Robert Jackson and Isaac Collier are two buskers who met in Bristol and became local stars as A DIFFERENT THREAD since when their name has spread nationwide. Their debut EP, Home From Home, produced by Luke Cawthra, might best be described as Anglo-Americana. Jackson writes the songs, sings them and plays guitar and harmonica and Collier plays cello and arranges parts for the half-dozen guest musicians including singer/songwriter Ruth Royall. The opening track, ‘Big Crane’, has a lazy bluesy feel and ‘The Same Cloth’ uses Jonny Bruce’s trumpet to add a touch of classic swing. ‘A Wayward Sun’ is the sort of complex song that you would expect from much older writer and this debut bodes well for a very bright future.
http://www.adifferentthread.com/

Championed by Bob Harris, Scotland’s YVONNE LYON is building a name for herself in the folk Americana field, her latest bid for the spotlight being the self-released Till We Meet Again, a piano backed swayalong song of loss co-written with a friend whose young son died from septicaemia and forming part of her Masters degree on the connection between songwriting and grief. It comes with two extra cuts, the quietly acoustic Celtic-tinged love song ‘Already Made’ and, again musically nodding to her heritage, the eight and a half minute ‘Spike Road Gardens’, a spare piano and fiddle instrumental suite with a brief passage of spoken but not clearly decipherable lyrics.
http://yvonnelyonmusic.com/

MIKE WEST makes his recording debut with Rusted. He plays acoustic guitar influenced by blues and rock but you can tell that he used to play electric and these five tracks were recorded off the floor for authenticity. Mike’s voice frequently strays into Tom Waits’ territory, notably on the opening track, ‘Work On’, but it is probably more effective when he lightens the tone a little. ‘Rock Ferry’ is possibly the best track but ‘Keep Going’ runs it close.
https://mikewest333.bandcamp.com/releases

A quick follow up to his recent album, PAUL McCLURE and the LOCAL HEROES is the self-titled EP (Clubhouse) result of getting a band together to record five of the songs he’s had hanging round but which never quite fitted on his past two albums. The first of a planned shelf-clearing series, it opens on wailing harmonica with ‘Million Dollar Smile’, a number that should chime well with fans of labelmates The Dreaming Spires and the Redlands Palomino Company, members of which also happen to feature on the EP. Rhiannon Payne who can be heard to good effect providing harmonies on the waltz time, brushed drums ‘Weight In Time’, a fine country gospel drinking away my hurt honky tonk number.

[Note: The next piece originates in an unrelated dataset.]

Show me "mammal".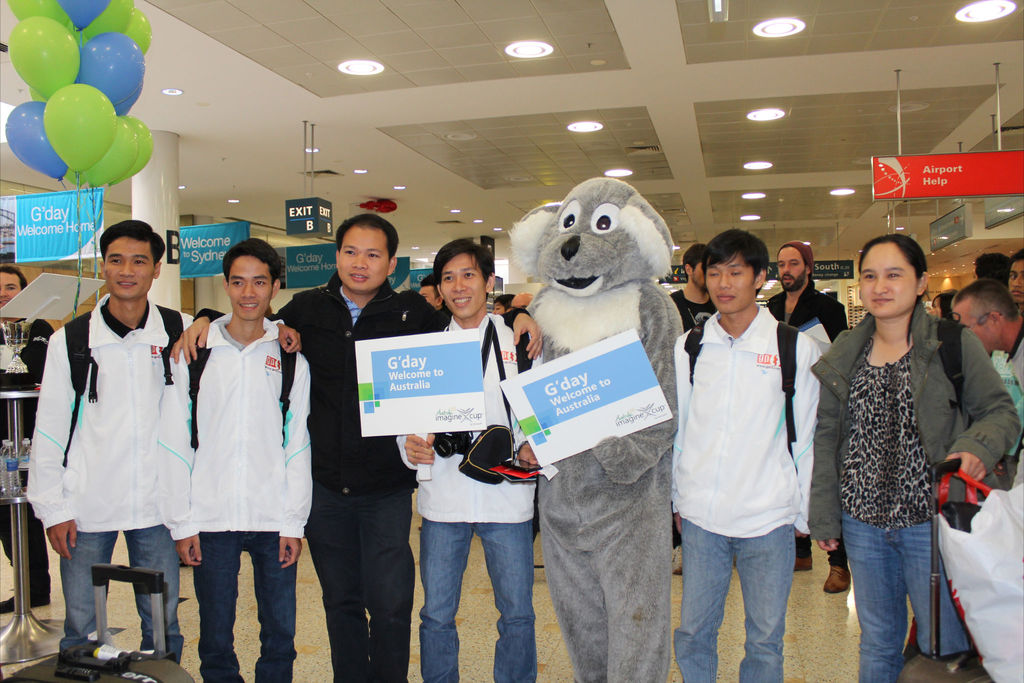
"mammal" is here: l=417, t=272, r=447, b=311.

Elsewhere ‘Baby That’s You’ is firmly in the tradition of 60s pop n roll, ‘The Good And The Bad Of It’ is a melancholic strung out and moping lost love piano ballad, while, conjuring Dylan by way of The Byrds, the strummed closer ‘Troubadour’s Lament’ was born of listening to a bunch if CDs while stuck in traffic on the way to a gig, musing on pop star billboards, the family, service stations and radio-phone ins among other things. Let’s hope he does his housekeeping on a regular basis.
https://mccluresmusic.com/

In anticipation of their debut album later in the year THE BLACK GUARDS release their first EP, Drawn In, which opens with the full length version of the title track, their first single. Next up is ‘The Ballad Of Mrs O’ which is scheduled to be their second single. The Black Guards are a six-piece from Cumbria and Dublin who mix folk and roots-rock and anything else they can get their hands on. ‘Karma’ has an old-fashioned mittel-European feel built around Anne Marie McStraw’s fiddle and the final ‘Boat Cuts A Water’ begins as a languid, bluesy acoustic guitar piece before everyone sweeps in for the big finish. We’re looking forward to the album already.